Farmers don't need a new superstar toxin to fight bugs

26-Oct-2004

A new Michael Jordan of toxins isn't required to increase crop protection against bugs as long as the right genes are strategically placed to take their shots at destructive insects, researchers report.

Plants modified with protectant genes designed to kill resistant insects can extend the usefulness of currently used pest-control methods and delay the development of pesticide-resistant bugs, according to Purdue University scientists and their collaborators from the University of Wisconsin-Madison, Monsanto Co., the University of Illinois and the University of California, Davis. The researchers' findings appear in this month's issue of the Journal of Theoretical Biology.

"We always thought that it would take a Michael Jordan of toxins - a superstar of toxins to effectively halt insect resistance to the current generation of insecticides," said Barry Pittendrigh, a Purdue associate professor of entomology and lead author of the study. "We found that moderately effective genetically engineered protectants used in plants in the buffer zone around the main crops can play a major role in insect control, and they should be easier to identify than highly effective protectants.

"You don't find a superstar very often, but it may not be difficult to find good players, or worthwhile insect-control agents."

Farmers who use bioengineered crop protectants also use a buffer, or refuge, around the outside of fields that contains plants lacking the high-toxicity genetic modification in the main field that kills most insects. The refuge, usually about 20 percent of the acreage planted, delays development of insects resistant to the main-field, high-toxicity protectants, but some individuals in the destructive insect group have genes that allow them to survive.

Using a computer model, the scientists determined that within a refuge, one could add a moderate plant protectant, or journeyman player, that kills 30 percent to 50 percent of insects that carry a rare resistance gene.

If developed to a practical level, equipping the refuge with a moderately toxic protectant gene could dramatically delay development of new resistant insects that could attack the main crop, Pittendrigh said.

"When we first started this project, we didn't believe that you could use a genetic toxin that was effective in killing a moderate number of resistant insects, so this finding was very surprising," he said.

Over time, insects exposed to specific plant protectants undergo genetic changes so the highly effective genetic toxins no longer affect them. This latest research suggests it may be easier than previously thought to find commercially viable protectants to control these resistant insects because moderate-toxicity protectant genes are much easier to discover than high-toxicity superstars.

The specific problem the researchers attacked is that insects susceptible to the high-toxicity genetic protectant used in the main field crops can survive, breed and reproduce in the refuge. Farmers, who now use crops with high-toxicity protectant genes to fight bugs, don't use those plants in the refuge. So the crops in the border area are susceptible to insect attack.

When susceptible insects from the refuge breed with each other or with resistant insects, the high-toxicity genetically protected plants in the main fields still kill most of the bugs' offspring.

A moderately effective genetic modification inserted into crops specifically to kill resistant insects that survive in the refuge can lengthen the usefulness of the primary genetic protectant used in the main field, Pittendrigh said. These specially designed refuge-area protectants create a phenomenon called negative cross-resistance because the moderate-toxicity protectant kills the insects that are resistant to the primary protectant.

"If we could discover and use moderately effective negative cross-resistance compounds in a refuge, it would work just like an oil filter in a car," Pittendrigh said. "Like the oil filter removing impurities, the refuge with negative cross-resistance protectants could eliminate many of the genetically resistant insects that otherwise might invade the main crop.

"We used mathematical models to test this concept, and we were very surprised by the findings. Although these results are exciting, we are well aware that a number of issues must be addressed before this approach can become practically applicable."

The other researchers are Larry Murdock, Purdue entomology professor; Patrick Gaffney, formerly of the University of Wisconsin-Madison; Joseph Huesing, Monsanto Co. research entomologist; David Onstad, University of Illinois Department of Natural Resources and Environmental Sciences; and Richard Roush, University of California, Davis.

The Purdue Department of Entomology provided the funding for this research.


#### [Assignment]
Filter the data for lines with the word "Maksājumi", then copy every line so identified.

(Data records Opens)

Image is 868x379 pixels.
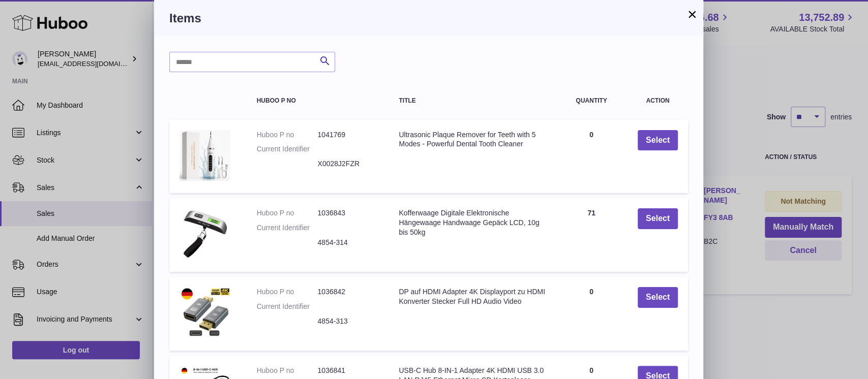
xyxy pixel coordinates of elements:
[317,159,378,168] dd: X0028J2FZR
[256,366,317,376] dt: Huboo P no
[247,87,389,114] th: Huboo P no
[256,287,317,297] dt: Huboo P no
[638,287,678,308] button: Select
[169,11,688,26] h3: Items
[180,287,230,338] img: DP auf HDMI Adapter 4K Displayport zu HDMI Konverter Stecker Full HD Audio Video
[256,208,317,218] dt: Huboo P no
[638,208,678,229] button: Select
[317,287,378,297] dd: 1036842
[399,130,545,150] div: Ultrasonic Plaque Remover for Teeth with 5 Modes - Powerful Dental Tooth Cleaner
[555,120,627,194] td: 0
[256,223,317,233] dt: Current Identifier
[180,208,230,259] img: Kofferwaage Digitale Elektronische Hängewaage Handwaage Gepäck LCD, 10g bis 50kg
[256,130,317,140] dt: Huboo P no
[399,287,545,307] div: DP auf HDMI Adapter 4K Displayport zu HDMI Konverter Stecker Full HD Audio Video
[317,366,378,376] dd: 1036841
[627,87,688,114] th: Action
[388,87,555,114] th: Title
[555,199,627,272] td: 71
[638,130,678,151] button: Select
[399,208,545,238] div: Kofferwaage Digitale Elektronische Hängewaage Handwaage Gepäck LCD, 10g bis 50kg
[317,208,378,218] dd: 1036843
[317,238,378,247] dd: 4854-314
[180,130,230,181] img: Ultrasonic Plaque Remover for Teeth with 5 Modes - Powerful Dental Tooth Cleaner
[256,144,317,154] dt: Current Identifier
[555,277,627,350] td: 0
[686,8,698,20] button: ×
[317,130,378,140] dd: 1041769
[256,302,317,311] dt: Current Identifier
[317,317,378,326] dd: 4854-313
[555,87,627,114] th: Quantity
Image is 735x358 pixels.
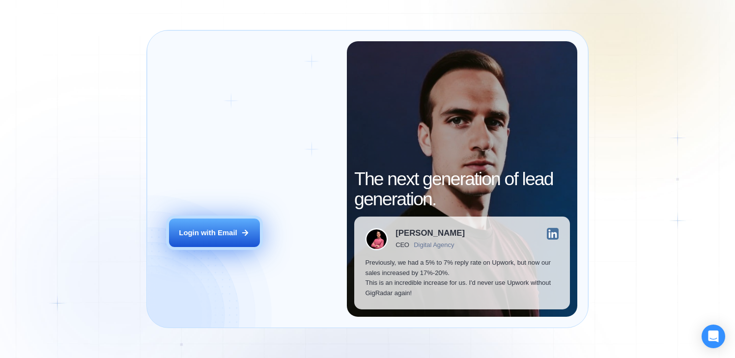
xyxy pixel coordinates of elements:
p: Previously, we had a 5% to 7% reply rate on Upwork, but now our sales increased by 17%-20%. This ... [365,258,558,298]
div: [PERSON_NAME] [395,229,465,238]
button: Login with Email [169,219,260,247]
h2: The next generation of lead generation. [354,169,570,209]
div: CEO [395,242,409,249]
div: Digital Agency [414,242,454,249]
div: Open Intercom Messenger [701,325,725,348]
div: Login with Email [179,228,237,238]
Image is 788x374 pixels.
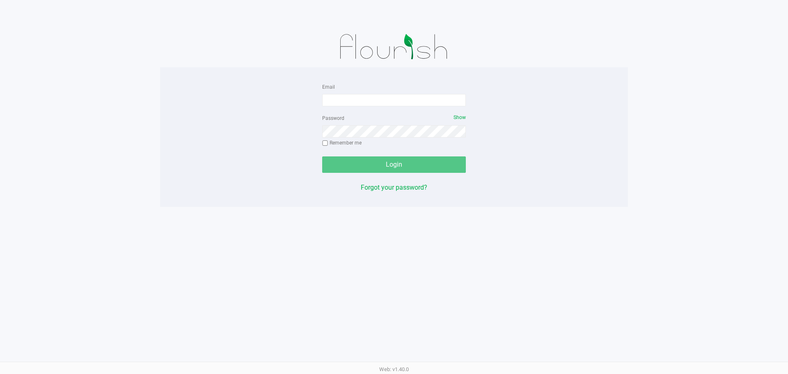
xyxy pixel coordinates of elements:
input: Remember me [322,140,328,146]
label: Remember me [322,139,362,147]
span: Show [454,115,466,120]
label: Email [322,83,335,91]
label: Password [322,115,344,122]
span: Web: v1.40.0 [379,366,409,372]
button: Forgot your password? [361,183,427,193]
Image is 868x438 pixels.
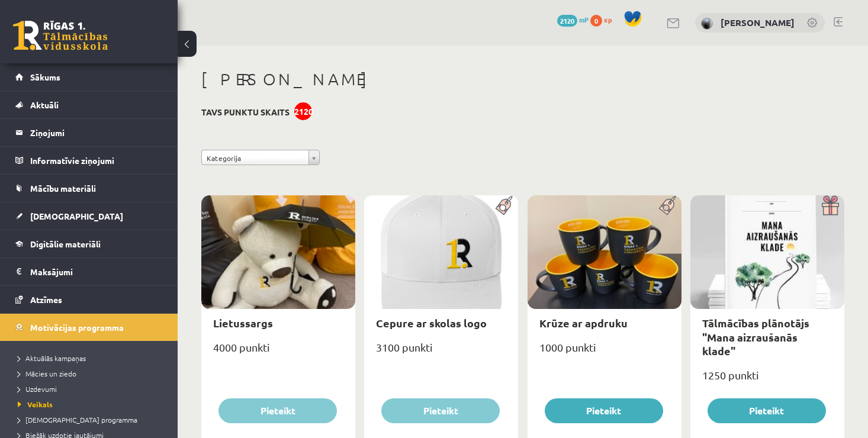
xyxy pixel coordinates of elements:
a: Mācies un ziedo [18,368,166,379]
span: Veikals [18,400,53,409]
h3: Tavs punktu skaits [201,107,290,117]
span: Mācies un ziedo [18,369,77,378]
span: Aktuālās kampaņas [18,354,86,363]
a: Tālmācības plānotājs "Mana aizraušanās klade" [702,317,809,358]
legend: Informatīvie ziņojumi [30,147,162,174]
a: Cepure ar skolas logo [376,317,487,330]
span: Kategorija [206,151,304,166]
img: Dāvana ar pārsteigumu [817,195,844,216]
span: 0 [590,15,602,27]
a: [DEMOGRAPHIC_DATA] programma [18,414,166,425]
a: Veikals [18,399,166,410]
img: Viktorija Jeļizarova [701,18,713,29]
span: mP [579,15,588,24]
img: Populāra prece [655,195,682,216]
button: Pieteikt [381,398,500,424]
span: Aktuāli [30,99,59,110]
div: 3100 punkti [365,338,518,367]
h1: [PERSON_NAME] [201,69,844,89]
div: 1000 punkti [528,338,682,367]
a: Uzdevumi [18,384,166,394]
button: Pieteikt [708,398,826,424]
div: 2120 [295,103,312,120]
a: Maksājumi [15,259,162,286]
button: Pieteikt [545,398,663,424]
span: Atzīmes [30,295,62,305]
a: Aktuālās kampaņas [18,353,166,364]
span: [DEMOGRAPHIC_DATA] programma [18,415,137,425]
span: [DEMOGRAPHIC_DATA] [30,211,123,222]
a: Informatīvie ziņojumi [15,147,162,174]
a: Sākums [15,63,162,91]
a: Lietussargs [213,317,273,330]
a: 2120 mP [557,15,588,24]
a: Kategorija [201,150,320,165]
legend: Maksājumi [30,259,162,286]
a: Krūze ar apdruku [540,317,628,330]
a: Atzīmes [15,286,162,313]
a: Ziņojumi [15,119,162,147]
span: 2120 [557,15,578,27]
span: Mācību materiāli [30,183,96,194]
div: 1250 punkti [690,366,844,395]
a: Motivācijas programma [15,314,162,341]
span: Motivācijas programma [30,323,124,333]
a: Mācību materiāli [15,174,162,202]
span: Uzdevumi [18,384,57,394]
legend: Ziņojumi [30,119,162,147]
a: Aktuāli [15,91,162,119]
span: Sākums [30,72,61,83]
a: [PERSON_NAME] [721,17,795,29]
a: Rīgas 1. Tālmācības vidusskola [13,21,108,51]
a: 0 xp [590,15,618,24]
img: Populāra prece [492,195,518,216]
span: Digitālie materiāli [30,238,101,249]
div: 4000 punkti [201,338,355,367]
button: Pieteikt [219,398,337,424]
a: Digitālie materiāli [15,231,162,258]
span: xp [604,15,612,24]
a: [DEMOGRAPHIC_DATA] [15,203,162,230]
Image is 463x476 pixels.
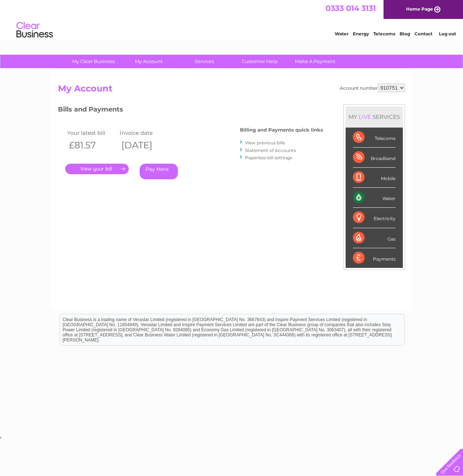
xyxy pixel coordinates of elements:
td: Your latest bill [66,128,118,138]
div: Broadband [353,148,395,168]
a: My Account [119,54,179,68]
div: Electricity [353,208,395,228]
h4: Billing and Payments quick links [240,128,323,132]
img: logo.png [16,19,53,41]
a: Energy [353,31,369,36]
div: Gas [353,228,395,248]
a: Contact [415,31,432,36]
div: Water [353,187,395,208]
a: Telecoms [374,31,395,36]
div: MY SERVICES [346,107,403,128]
a: . [66,164,129,174]
div: Clear Business is a trading name of Verastar Limited (registered in [GEOGRAPHIC_DATA] No. 3667643... [60,4,404,36]
th: [DATE] [118,138,170,153]
div: Telecoms [353,128,395,148]
td: Invoice date [118,128,170,138]
div: LIVE [358,114,372,121]
a: Make A Payment [285,54,345,68]
a: Statement of Accounts [245,148,296,153]
div: Account number [340,84,405,92]
h2: My Account [58,84,405,98]
th: £81.57 [66,138,118,153]
a: My Clear Business [63,54,123,68]
div: Mobile [353,168,395,187]
a: View previous bills [245,140,285,146]
a: Customer Help [229,54,290,68]
a: Pay Here [139,164,178,179]
a: Blog [400,31,410,36]
a: Paperless bill settings [245,155,292,160]
a: 0333 014 3131 [326,3,376,13]
div: Payments [353,248,395,268]
a: Services [174,54,234,68]
a: Water [335,31,349,36]
h3: Bills and Payments [58,105,323,117]
a: Log out [439,31,456,36]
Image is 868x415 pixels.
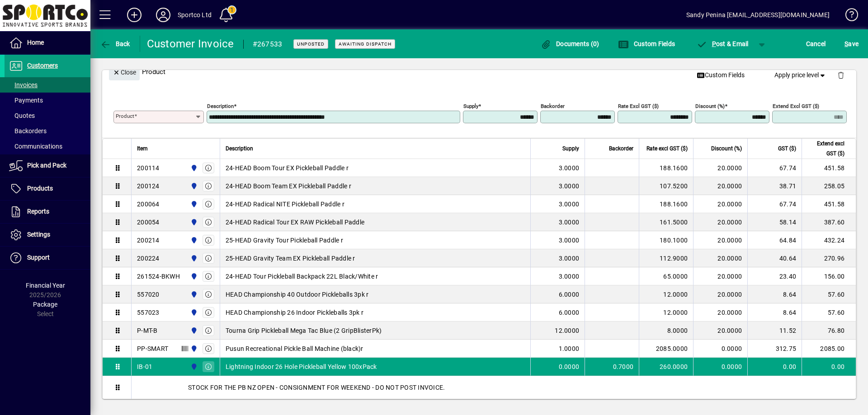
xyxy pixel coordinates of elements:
[149,6,178,23] button: Profile
[693,249,747,268] td: 20.0000
[801,358,856,376] td: 0.00
[4,223,90,246] a: Settings
[109,64,140,80] button: Close
[559,218,579,227] span: 3.0000
[297,41,324,47] span: Unposted
[647,144,688,154] span: Rate excl GST ($)
[693,268,747,285] td: 20.0000
[9,127,47,135] span: Backorders
[9,112,35,119] span: Quotes
[801,195,856,213] td: 451.58
[4,92,90,108] a: Payments
[696,40,748,47] span: ost & Email
[693,213,747,231] td: 20.0000
[839,2,857,31] a: Knowledge Base
[188,343,198,353] span: Sportco Ltd Warehouse
[27,231,50,238] span: Settings
[137,218,160,227] div: 200054
[645,344,688,353] div: 2085.0000
[4,177,90,200] a: Products
[693,340,747,358] td: 0.0000
[137,326,158,335] div: P-MT-B
[137,144,148,154] span: Item
[9,82,37,89] span: Invoices
[801,177,856,195] td: 258.05
[4,247,90,269] a: Support
[188,362,198,371] span: Sportco Ltd Warehouse
[645,272,688,281] div: 65.0000
[9,142,62,150] span: Communications
[90,36,140,52] app-page-header-button: Back
[747,231,801,249] td: 64.84
[559,163,579,172] span: 3.0000
[609,144,633,154] span: Backorder
[830,71,852,79] app-page-header-button: Delete
[137,272,180,281] div: 261524-BKWH
[4,77,90,92] a: Invoices
[693,67,748,84] button: Custom Fields
[188,271,198,281] span: Sportco Ltd Warehouse
[693,303,747,321] td: 20.0000
[226,290,369,299] span: HEAD Championship 40 Outdoor Pickleballs 3pk r
[559,272,579,281] span: 3.0000
[747,213,801,231] td: 58.14
[4,155,90,177] a: Pick and Pack
[137,290,160,299] div: 557020
[226,200,344,209] span: 24-HEAD Radical NITE Pickleball Paddle r
[801,213,856,231] td: 387.60
[747,358,801,376] td: 0.00
[686,8,829,22] div: Sandy Penina [EMAIL_ADDRESS][DOMAIN_NAME]
[27,39,44,46] span: Home
[226,344,363,353] span: Pusun Recreational Pickle Ball Machine (black)r
[188,181,198,191] span: Sportco Ltd Warehouse
[226,163,349,172] span: 24-HEAD Boom Tour EX Pickleball Paddle r
[801,303,856,321] td: 57.60
[559,308,579,317] span: 6.0000
[778,144,796,154] span: GST ($)
[747,340,801,358] td: 312.75
[616,36,677,52] button: Custom Fields
[463,103,478,109] mat-label: Supply
[747,285,801,303] td: 8.64
[645,218,688,227] div: 161.5000
[613,362,634,371] span: 0.7000
[137,362,153,371] div: IB-01
[830,64,852,86] button: Delete
[27,185,53,192] span: Products
[27,254,49,261] span: Support
[226,326,382,335] span: Tourna Grip Pickleball Mega Tac Blue (2 GripBlisterPk)
[188,290,198,299] span: Sportco Ltd Warehouse
[120,6,149,23] button: Add
[693,195,747,213] td: 20.0000
[801,285,856,303] td: 57.60
[618,40,675,47] span: Custom Fields
[4,123,90,139] a: Backorders
[559,290,579,299] span: 6.0000
[771,67,830,84] button: Apply price level
[693,159,747,177] td: 20.0000
[541,40,599,47] span: Documents (0)
[226,235,343,245] span: 25-HEAD Gravity Tour Pickleball Paddle r
[695,103,725,109] mat-label: Discount (%)
[132,376,856,399] div: STOCK FOR THE PB NZ OPEN - CONSIGNMENT FOR WEEKEND - DO NOT POST INVOICE.
[188,235,198,245] span: Sportco Ltd Warehouse
[97,36,132,52] button: Back
[4,108,90,123] a: Quotes
[645,308,688,317] div: 12.0000
[693,231,747,249] td: 20.0000
[747,195,801,213] td: 67.74
[27,62,58,69] span: Customers
[27,162,67,169] span: Pick and Pack
[541,103,564,109] mat-label: Backorder
[773,103,819,109] mat-label: Extend excl GST ($)
[33,301,57,308] span: Package
[844,40,848,47] span: S
[559,362,579,371] span: 0.0000
[4,200,90,223] a: Reports
[554,326,579,335] span: 12.0000
[645,326,688,335] div: 8.0000
[226,362,377,371] span: Lightning Indoor 26 Hole Pickleball Yellow 100xPack
[711,144,742,154] span: Discount (%)
[747,303,801,321] td: 8.64
[559,200,579,209] span: 3.0000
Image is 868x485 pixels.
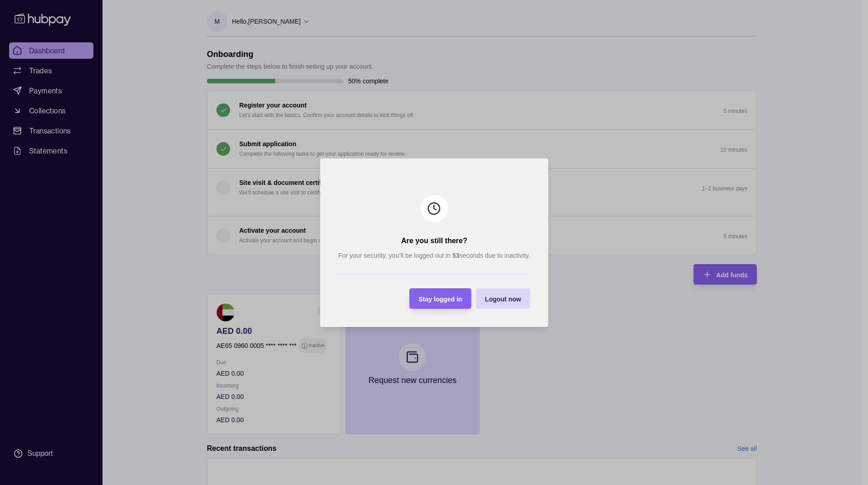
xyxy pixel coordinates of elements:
strong: 53 [452,252,459,259]
span: Logout now [485,295,521,303]
h2: Are you still there? [401,236,467,246]
p: For your security, you’ll be logged out in seconds due to inactivity. [338,250,530,260]
button: Logout now [476,288,530,309]
button: Stay logged in [409,288,471,309]
span: Stay logged in [418,295,462,303]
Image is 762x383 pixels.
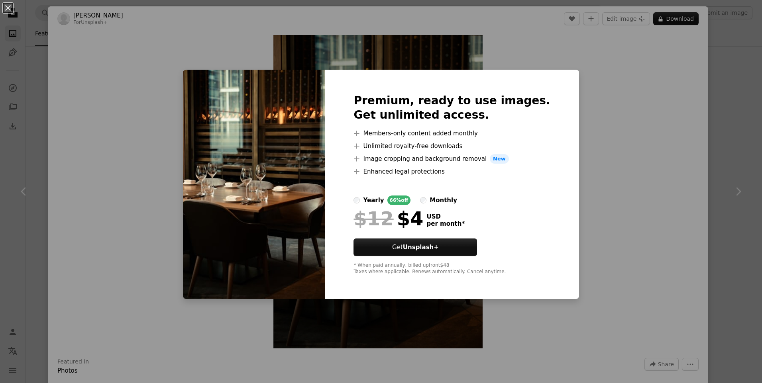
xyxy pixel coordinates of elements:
[353,129,550,138] li: Members-only content added monthly
[353,167,550,176] li: Enhanced legal protections
[426,220,464,227] span: per month *
[420,197,426,204] input: monthly
[183,70,325,299] img: premium_photo-1755706181265-c91fa00bc7ae
[353,154,550,164] li: Image cropping and background removal
[387,196,411,205] div: 66% off
[353,239,477,256] button: GetUnsplash+
[353,262,550,275] div: * When paid annually, billed upfront $48 Taxes where applicable. Renews automatically. Cancel any...
[490,154,509,164] span: New
[353,208,423,229] div: $4
[363,196,384,205] div: yearly
[353,94,550,122] h2: Premium, ready to use images. Get unlimited access.
[403,244,439,251] strong: Unsplash+
[426,213,464,220] span: USD
[353,197,360,204] input: yearly66%off
[429,196,457,205] div: monthly
[353,141,550,151] li: Unlimited royalty-free downloads
[353,208,393,229] span: $12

(Data records Closes)

#### [Answer box]
a: Maksājumi [15,259,162,286]
legend: Maksājumi [30,259,162,286]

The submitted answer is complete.